Get ready for “Stretch,” a chatbot being designed specifically for K-12 educators.
The chatbot is the brainchild of the newly combined professional development mega organization created by the merger of the International Society for Technology in Education and ASCD.
The nonprofit organization has worked with Google and Open AI (the team behind ChatGPT) to create its very own chatbot, informed by the same kind of large language models that power ChatGPT, persona bots, and other artificial intelligence tools. The Stretch prototype is currently being tested by a select group of people and is not yet available for public use.
But Stretch will have one very different feature than most other chatbots. Instead of absorbing information from the entire internet to train its artificially intelligent brain, Stretch is only learning on materials that have been developed or vetted by ISTE and ASCD. Eventually, the tool may include information from other education and tech organizations that ISTE partners with.
If Stretch is asked a question about, say, approaches to social-and-emotional learning, it will only be able to draw on research, articles, and other information that has already been examined by ISTE and any other participating organizations.
That will enable Stretch to avoid the pitfalls of ChatGPT and similar chatbots, which often spit out inaccurate or outdated information, said Richard Culatta, ISTE’s CEO, during a roundtable discussion and demonstration with reporters here. (For instance, a chatbot mimicking President Barack Obama inaccurately parroted his administration’s critics as his own views when talking to a reporter about the president’s record on K-12 education).
What’s more, unlike other large language models, Stretch cites its sources, giving it another layer of accountability, Culatta said. And if it’s asked about something outside of its areas of expertise, it will tell users it can’t help with the question, instead of making something up, a characteristic of most chatbots that pull information from the entire internet.
A key goal of Stretch: “In terms of the reliability of information, it’s rock solid,” said Joseph South, the chief innovation officer at ISTE.
ISTE is still developing Stretch and hopes to give a wider group of educators a chance to use the tool soon. Eventually, Stretch may be used to help educators with research and professional development.
Stretch is one of the first so-called “walled garden AI” tools trained on a limited, carefully curated pool of information to serve a specific community, in education or any area, Culatta said.
“I do think you will see this rolling out in other sectors, but I think we’re among the first to do it,” Culatta said. “I hope this is a cool tool. But the real value is to say, hey, the future of AI, especially in learning, is to create these specialized tools where we can control exactly what the content is.”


◆ Your objective ◆
Reproduce the records below exactly; the images should not appear.

◆ Records provided ◆
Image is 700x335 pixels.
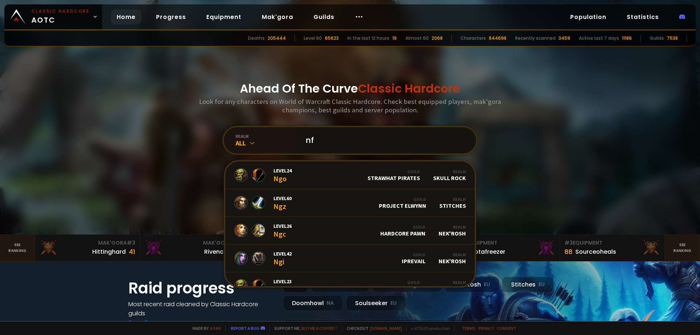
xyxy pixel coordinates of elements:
div: Strawhat Pirates [368,169,420,182]
span: Level 60 [274,195,292,202]
div: Doomhowl [283,296,343,311]
a: Consent [497,326,517,331]
div: Hittinghard [92,247,126,256]
a: [DOMAIN_NAME] [370,326,402,331]
div: Mak'Gora [144,239,240,247]
small: EU [484,281,490,289]
div: Mak'Gora [39,239,135,247]
div: IPrevail [402,252,426,265]
div: Nek'Rosh [439,252,466,265]
div: Project Elwynn [379,197,426,209]
div: Realm [439,252,466,258]
span: v. d752d5 - production [406,326,450,331]
div: 11186 [622,35,632,42]
div: Realm [439,224,466,230]
div: 7538 [667,35,678,42]
a: Level60NgzGuildProject ElwynnRealmStitches [225,189,475,217]
div: Realm [440,197,466,202]
a: Seeranking [665,235,700,261]
div: Nek'Rosh [439,224,466,237]
a: Level42NgiGuildIPrevailRealmNek'Rosh [225,245,475,273]
div: Notafreezer [471,247,506,256]
a: Level26NgcGuildHardcore PawnRealmNek'Rosh [225,217,475,245]
div: 88 [565,247,573,257]
div: Level 60 [304,35,322,42]
a: Statistics [621,9,665,24]
div: Sourceoheals [576,247,617,256]
div: Guild [368,169,420,174]
span: # 3 [565,239,573,247]
a: Buy me a coffee [302,326,338,331]
small: EU [539,281,545,289]
a: Classic HardcoreAOTC [4,4,102,29]
h3: Look for any characters on World of Warcraft Classic Hardcore. Check best equipped players, mak'g... [196,97,504,114]
div: Stitches [440,197,466,209]
div: Ngc [274,223,292,239]
h1: Ahead Of The Curve [240,80,460,97]
span: Level 24 [274,167,292,174]
div: Hardcore Pawn [381,224,426,237]
div: 3459 [559,35,571,42]
a: Population [565,9,613,24]
div: Ngi [274,251,292,266]
h4: Most recent raid cleaned by Classic Hardcore guilds [128,300,274,318]
div: Equipment [565,239,661,247]
div: 844698 [489,35,507,42]
div: Skull Rock [433,280,466,293]
a: Terms [462,326,476,331]
span: Level 23 [274,278,292,285]
span: Classic Hardcore [358,80,460,97]
div: Guilds [650,35,664,42]
div: 41 [129,247,135,257]
div: Nga [274,278,292,294]
div: Stitches [502,277,554,293]
div: Ngo [274,167,292,183]
span: Level 42 [274,251,292,257]
a: #3Equipment88Sourceoheals [560,235,665,261]
a: Guilds [308,9,340,24]
span: Made by [188,326,221,331]
small: Classic Hardcore [31,8,90,15]
div: 65623 [325,35,339,42]
div: Characters [461,35,486,42]
div: Equipment [460,239,556,247]
input: Search a character... [301,127,468,154]
a: Level23NgaGuildHorde WillRealmSkull Rock [225,273,475,300]
div: Guild [379,197,426,202]
div: Guild [402,252,426,258]
div: 205444 [268,35,286,42]
small: EU [391,300,397,307]
div: Realm [433,280,466,285]
div: Rivench [204,247,227,256]
a: Privacy [479,326,494,331]
a: Mak'Gora#2Rivench100 [140,235,245,261]
div: Deaths [248,35,265,42]
a: See all progress [128,318,176,327]
div: Nek'Rosh [445,277,499,293]
div: Ngz [274,195,292,211]
div: All [236,139,297,147]
div: Almost 60 [406,35,429,42]
a: Mak'gora [256,9,299,24]
span: Support me, [270,326,338,331]
div: realm [236,134,297,139]
a: Home [111,9,142,24]
a: Mak'Gora#3Hittinghard41 [35,235,140,261]
span: Checkout [342,326,402,331]
div: In the last 12 hours [348,35,390,42]
div: 19 [393,35,397,42]
div: Horde Will [388,280,420,293]
a: Report a bug [231,326,259,331]
div: Guild [388,280,420,285]
div: Realm [433,169,466,174]
small: NA [327,300,334,307]
h1: Raid progress [128,277,274,300]
a: Level24NgoGuildStrawhat PiratesRealmSkull Rock [225,162,475,189]
span: # 3 [127,239,135,247]
span: AOTC [31,8,90,26]
div: 2068 [432,35,443,42]
a: a fan [210,326,221,331]
div: Skull Rock [433,169,466,182]
div: Active last 7 days [579,35,619,42]
a: #2Equipment88Notafreezer [455,235,560,261]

◆ Solution to this exercise ◆
Image is 700x335 pixels.
xyxy pixel coordinates of elements:
div: Strawhat Pirates [368,169,420,182]
span: Level 60 [274,195,292,202]
div: Doomhowl [283,296,343,311]
a: Consent [497,326,517,331]
div: Hittinghard [92,247,126,256]
a: [DOMAIN_NAME] [370,326,402,331]
div: Mak'Gora [144,239,240,247]
small: EU [484,281,490,289]
div: Mak'Gora [39,239,135,247]
div: IPrevail [402,252,426,265]
div: Nek'Rosh [439,252,466,265]
div: Project Elwynn [379,197,426,209]
div: Realm [439,252,466,258]
span: v. d752d5 - production [406,326,450,331]
div: 11186 [622,35,632,42]
div: Realm [439,224,466,230]
div: 7538 [667,35,678,42]
a: Level60NgzGuildProject ElwynnRealmStitches [225,189,475,217]
div: Realm [440,197,466,202]
a: Seeranking [665,235,700,261]
div: Nek'Rosh [439,224,466,237]
a: Level42NgiGuildIPrevailRealmNek'Rosh [225,245,475,273]
div: Notafreezer [471,247,506,256]
a: Level26NgcGuildHardcore PawnRealmNek'Rosh [225,217,475,245]
div: 88 [565,247,573,257]
div: Level 60 [304,35,322,42]
a: Statistics [621,9,665,24]
div: Sourceoheals [576,247,617,256]
div: Guild [368,169,420,174]
span: # 3 [565,239,573,247]
a: Buy me a coffee [302,326,338,331]
small: EU [539,281,545,289]
a: Classic HardcoreAOTC [4,4,102,29]
h3: Look for any characters on World of Warcraft Classic Hardcore. Check best equipped players, mak'g... [196,97,504,114]
div: Stitches [440,197,466,209]
div: Ngc [274,223,292,239]
h1: Ahead Of The Curve [240,80,460,97]
span: Level 24 [274,167,292,174]
div: Hardcore Pawn [381,224,426,237]
div: 3459 [559,35,571,42]
a: Population [565,9,613,24]
div: Ngi [274,251,292,266]
h4: Most recent raid cleaned by Classic Hardcore guilds [128,300,274,318]
div: Equipment [565,239,661,247]
div: 844698 [489,35,507,42]
div: Skull Rock [433,280,466,293]
a: Terms [462,326,476,331]
span: Level 23 [274,278,292,285]
span: Classic Hardcore [358,80,460,97]
div: Guilds [650,35,664,42]
div: 41 [129,247,135,257]
div: Nga [274,278,292,294]
div: Stitches [502,277,554,293]
div: Ngo [274,167,292,183]
span: Level 42 [274,251,292,257]
a: #3Equipment88Sourceoheals [560,235,665,261]
a: Guilds [308,9,340,24]
span: Made by [188,326,221,331]
small: Classic Hardcore [31,8,90,15]
div: 65623 [325,35,339,42]
div: Characters [461,35,486,42]
div: Equipment [460,239,556,247]
input: Search a character... [301,127,468,154]
a: Level23NgaGuildHorde WillRealmSkull Rock [225,273,475,300]
div: Guild [379,197,426,202]
div: Guild [402,252,426,258]
div: 205444 [268,35,286,42]
small: EU [391,300,397,307]
div: Realm [433,280,466,285]
div: Rivench [204,247,227,256]
a: Privacy [479,326,494,331]
a: Mak'Gora#2Rivench100 [140,235,245,261]
div: Deaths [248,35,265,42]
a: See all progress [128,318,176,327]
div: Nek'Rosh [445,277,499,293]
div: Ngz [274,195,292,211]
div: All [236,139,297,147]
div: Almost 60 [406,35,429,42]
a: Mak'gora [256,9,299,24]
span: Support me, [270,326,338,331]
div: realm [236,134,297,139]
a: Home [111,9,142,24]
a: Mak'Gora#3Hittinghard41 [35,235,140,261]
span: Checkout [342,326,402,331]
div: In the last 12 hours [348,35,390,42]
div: 19 [393,35,397,42]
div: Horde Will [388,280,420,293]
a: Report a bug [231,326,259,331]
div: Guild [388,280,420,285]
div: Realm [433,169,466,174]
small: NA [327,300,334,307]
h1: Raid progress [128,277,274,300]
a: Level24NgoGuildStrawhat PiratesRealmSkull Rock [225,162,475,189]
span: # 3 [127,239,135,247]
span: AOTC [31,8,90,26]
div: 2068 [432,35,443,42]
a: a fan [210,326,221,331]
div: Skull Rock [433,169,466,182]
div: Active last 7 days [579,35,619,42]
a: #2Equipment88Notafreezer [455,235,560,261]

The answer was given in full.